This week Governor Rick Snyder signed a bill adding genocide instruction to social studies curriculum in eighth grade through high school.
Most people are aware of the Holocaust, in which Germans murdered millions of people during World War II.
A lot of instruction around that event concentrates on the death camps, some of which had gas chambers where Jews and others were killed.
But gas was not the only tool the Germans used. There was also a holocaust by bullets.
Marco Gonzales is the Director of Yahad-In Unum, an organization that has been researching the German march to the Soviet Union and the systematic mass execution of Jews and Roma as the army marched east.
“For more than 12 years we’ve been going into the field – village by village – to look for witnesses, those who were children, those who were teenagers and who saw what happened with the Jews and the Roma in all these villages,” Gonzales said. “All of the Jews and Roma population were systematically killed in these small villages.”
This week, Yahad-In Unum brought an exhibit to the Holocaust Memorial Center Zekelman Family Campus in Farmington Hills. The exhibit is called Holocaust by Bullets.

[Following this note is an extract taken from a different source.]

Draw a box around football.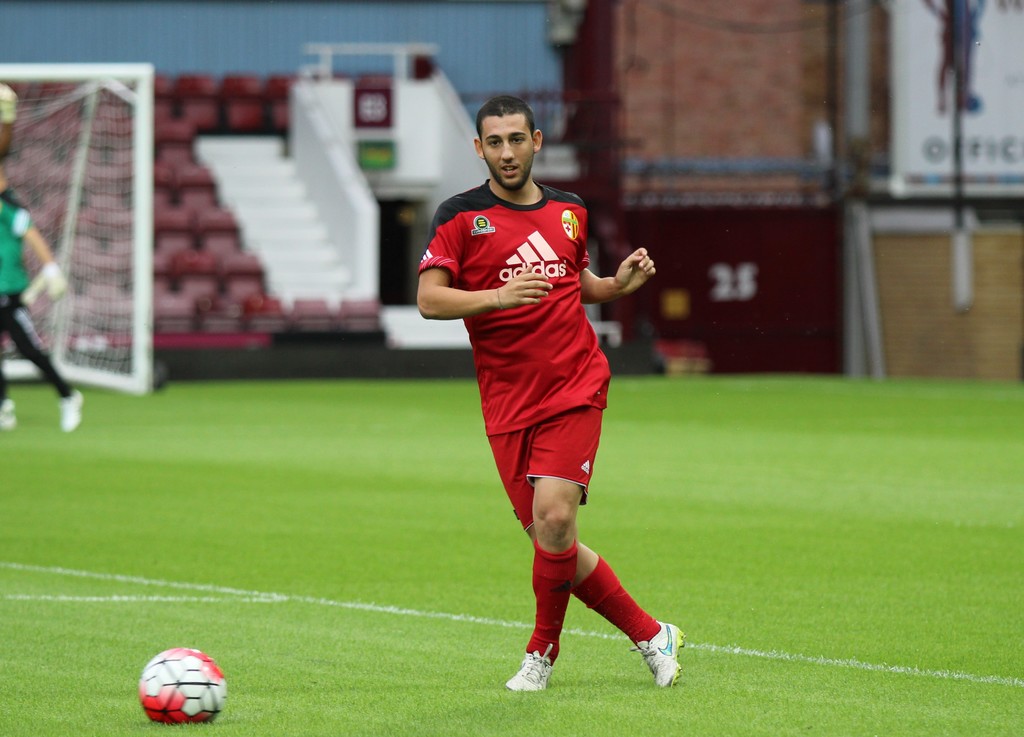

Gonzales said the exhibit will showcase the five steps Germans on this march undertook as they murdered Jews in Eastern European villages. Unlike the Holocaust by gas chambers, these killings by bullets were done in public.
“Many times we’ve thought that the Holocaust was secret, but in fact all the local people – all the people in the village – they saw the killings and the process of the killings of the Jews and Roma,” Gonzales said.